When architecture is part of the treatment

The New Mental Health Bispebjerg hospital in Copenhagen will provide a unique and improved environment for the treatment of psychiatric patients.

The project is using the experience gained from a full-size mock-up of a patient room, where focus was on testing the impact of light, air and sound on the treatment of the mind.

Today, the test room – also called the Patient Room of the Future – is at the Technical University of Denmark (DTU), where it will be used for research into health in construction, but previously the room was situated on the roof of Bispebjerg Hospital’s underground car park. Here, architect Carlo Volf (photo) and his colleagues were able to test a completely new layout and reinterpretation of a modern psychiatric patient room – a room that has inspired the state-of-the-art New Mental Health Bispebjerg hospital, which is due to be completed in 2024:

“The design of the patient room is based on our knowledge of how light, sound and temperatures affect us humans. Light is not solely healthy, and it can be a problem if you are exposed to too much of it at night. This is also the case with temperatures and sound, and patients with mental health challenges are particularly sensitive to imbalances,” says Carlo Volf.

The solution is a patient room with a combination of daylight and dynamic LED lighting adapted to the sleep-wake cycle.

“Studies show that exposure to light early in the day affects our sleep-wake cycle so that we become more tired in the evening. For psychiatric patients who often struggle to fall asleep, building patient rooms that help them wake up earlier and get tired earlier helps us to stimulate them to develop better sleep habits,” explains Carlo Volf.

He says that in the test room, researchers have worked to optimise daylight in relation to the four corners of the world – and compensate with LED lighting where the natural light is not favourable.

Natural ventilation in patient room

Similarly, the air in the room – and not least the room temperature – play a significant role in the patient room of the future.

“In the old days, the rooms were aired in the morning and in the evening. That was a good idea, and it still is. Not only because it brings in new and fresh air, but also because the fresh air lowers the room temperature before we go to sleep. Our sleep quality is negatively affected by excessively high temperatures,” says Carlo Volf.

In the test room, efforts have therefore been made to increase both the mechanical and natural ventilation, which can be a challenge in psychiatric units:

“Psychiatric facilities have traditionally been built as so-called secure units. Which means that the windows cannot be opened. Despite this limitation, we’ve tried to ensure natural ventilation by breaking the façade with special window openings and with optimised vents,” says Carlo Volf, who adds that the natural ventilation also has other advantages:

“Through the openings, patients get sensory impressions from the outside. Being able to hear birds singing provides patients with some distraction and makes them feel less isolated than they might otherwise feel in a psychiatric patient room,” he says.

Birdsong without noise from the motorway

And sound and acoustics actually constitute the third important component of the patient room of the future:

“We want to eliminate noise, as it can cause patients to deteriorate, but we also want to give them a sense of the outside world.” Or to put it another way: “They should be able to hear the birds, but not the motorway,” says Carlo Volf, explaining that the superior acoustics in the patient rooms are created with light Troldtekt ceilings, while the walls in the test room are clad in acoustic oak slats to ensure natural ventilation with more fresh air and fewer hours of excessive room temperatures during the summer months.

“Traditionally, hospital buildings are full of hard surfaces. Troldtekt is therefore used to shorten the reverberation time in the patient room and provide a soft, brief reverberation,” says Carlo Volf, adding that the use of wood on the walls and ceilings also adds a warm glow to the room.

In addition to inspiring the construction of the New Mental Health Bispebjerg hospital, the experience gained with the test room will also be compiled into a report for builders, consultants and architects. It is expected to be published in 2021.

“Alvar Aalto said that the architect should defend ‘man at his weakest’; users in psychiatry are often weak, and architecture should reflect that. We will be doing even more research in this area and looking at how the experience we’ve gained so far works in the real world at the New Mental Health Bispebjerg facility,” says Carlo Volf.

FACTS: New Bispebjerg Hospital and New Mental Health Bispebjerg

  • Construction of the new hospital is an extensive project that will run until 2025.
  • The psychiatric hospital alone will cover 22,500 square metres, and will include both an emergency admission unit and 200 patient rooms.
  • The first phase of construction of the psychiatric hospital began in September 2019, with planned completion in 2022.
  • The second storey will then be built, and the entire New Mental Health Bispebjerg facility will be completed in 2024.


__Problem__
Your job is to write out each record exactly, leaving none out.

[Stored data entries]
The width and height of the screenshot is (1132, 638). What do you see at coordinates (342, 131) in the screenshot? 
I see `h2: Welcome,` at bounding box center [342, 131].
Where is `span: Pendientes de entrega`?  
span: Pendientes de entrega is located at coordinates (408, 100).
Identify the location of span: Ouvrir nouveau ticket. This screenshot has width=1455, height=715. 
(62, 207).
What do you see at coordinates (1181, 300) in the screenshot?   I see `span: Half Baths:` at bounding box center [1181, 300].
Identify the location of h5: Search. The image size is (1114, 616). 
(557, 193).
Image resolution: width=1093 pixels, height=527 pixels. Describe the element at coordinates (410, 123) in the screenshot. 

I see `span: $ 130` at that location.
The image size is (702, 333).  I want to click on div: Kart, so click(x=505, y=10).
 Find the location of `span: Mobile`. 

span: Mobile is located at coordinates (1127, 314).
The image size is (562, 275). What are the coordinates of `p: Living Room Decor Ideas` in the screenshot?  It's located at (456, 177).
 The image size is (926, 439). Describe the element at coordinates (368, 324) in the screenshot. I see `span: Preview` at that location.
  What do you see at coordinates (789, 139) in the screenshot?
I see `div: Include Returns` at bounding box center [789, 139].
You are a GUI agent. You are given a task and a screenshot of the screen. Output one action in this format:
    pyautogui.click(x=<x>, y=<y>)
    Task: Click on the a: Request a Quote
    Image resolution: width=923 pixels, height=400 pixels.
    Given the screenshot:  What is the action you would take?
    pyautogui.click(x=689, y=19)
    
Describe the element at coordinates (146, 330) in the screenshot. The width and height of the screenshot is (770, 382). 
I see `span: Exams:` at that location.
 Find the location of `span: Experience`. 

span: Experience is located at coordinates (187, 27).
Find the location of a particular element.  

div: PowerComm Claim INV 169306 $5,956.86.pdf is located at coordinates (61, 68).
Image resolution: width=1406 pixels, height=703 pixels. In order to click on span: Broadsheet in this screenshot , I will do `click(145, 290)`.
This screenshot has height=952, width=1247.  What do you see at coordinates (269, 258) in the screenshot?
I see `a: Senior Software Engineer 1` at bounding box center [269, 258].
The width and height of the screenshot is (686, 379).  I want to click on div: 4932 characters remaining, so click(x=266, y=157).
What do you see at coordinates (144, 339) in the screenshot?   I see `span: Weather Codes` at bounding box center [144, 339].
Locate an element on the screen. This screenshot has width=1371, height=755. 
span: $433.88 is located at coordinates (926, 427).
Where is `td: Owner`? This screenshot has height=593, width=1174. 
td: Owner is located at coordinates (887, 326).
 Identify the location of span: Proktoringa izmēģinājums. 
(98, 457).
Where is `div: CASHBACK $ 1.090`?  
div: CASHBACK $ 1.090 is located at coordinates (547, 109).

__Answer box__
The width and height of the screenshot is (1132, 638). What do you see at coordinates (342, 131) in the screenshot? 
I see `h2: Welcome,` at bounding box center [342, 131].
Where is `span: Pendientes de entrega`?  
span: Pendientes de entrega is located at coordinates (408, 100).
Identify the location of span: Ouvrir nouveau ticket. This screenshot has width=1455, height=715. 
(62, 207).
What do you see at coordinates (1181, 300) in the screenshot?   I see `span: Half Baths:` at bounding box center [1181, 300].
Identify the location of h5: Search. The image size is (1114, 616). 
(557, 193).
Image resolution: width=1093 pixels, height=527 pixels. Describe the element at coordinates (410, 123) in the screenshot. 

I see `span: $ 130` at that location.
The image size is (702, 333).  I want to click on div: Kart, so click(x=505, y=10).
 Find the location of `span: Mobile`. 

span: Mobile is located at coordinates (1127, 314).
The image size is (562, 275). What are the coordinates of `p: Living Room Decor Ideas` in the screenshot?  It's located at (456, 177).
 The image size is (926, 439). Describe the element at coordinates (368, 324) in the screenshot. I see `span: Preview` at that location.
  What do you see at coordinates (789, 139) in the screenshot?
I see `div: Include Returns` at bounding box center [789, 139].
You are a GUI agent. You are given a task and a screenshot of the screen. Output one action in this format:
    pyautogui.click(x=<x>, y=<y>)
    Task: Click on the a: Request a Quote
    Image resolution: width=923 pixels, height=400 pixels.
    Given the screenshot:  What is the action you would take?
    pyautogui.click(x=689, y=19)
    
Describe the element at coordinates (146, 330) in the screenshot. The width and height of the screenshot is (770, 382). 
I see `span: Exams:` at that location.
 Find the location of `span: Experience`. 

span: Experience is located at coordinates (187, 27).
Find the location of a particular element.  

div: PowerComm Claim INV 169306 $5,956.86.pdf is located at coordinates (61, 68).
Image resolution: width=1406 pixels, height=703 pixels. In order to click on span: Broadsheet in this screenshot , I will do `click(145, 290)`.
This screenshot has height=952, width=1247.  What do you see at coordinates (269, 258) in the screenshot?
I see `a: Senior Software Engineer 1` at bounding box center [269, 258].
The width and height of the screenshot is (686, 379).  I want to click on div: 4932 characters remaining, so click(x=266, y=157).
What do you see at coordinates (144, 339) in the screenshot?   I see `span: Weather Codes` at bounding box center [144, 339].
Locate an element on the screen. This screenshot has width=1371, height=755. 
span: $433.88 is located at coordinates (926, 427).
Where is `td: Owner`? This screenshot has height=593, width=1174. 
td: Owner is located at coordinates (887, 326).
 Identify the location of span: Proktoringa izmēģinājums. 
(98, 457).
Where is `div: CASHBACK $ 1.090`?  
div: CASHBACK $ 1.090 is located at coordinates (547, 109).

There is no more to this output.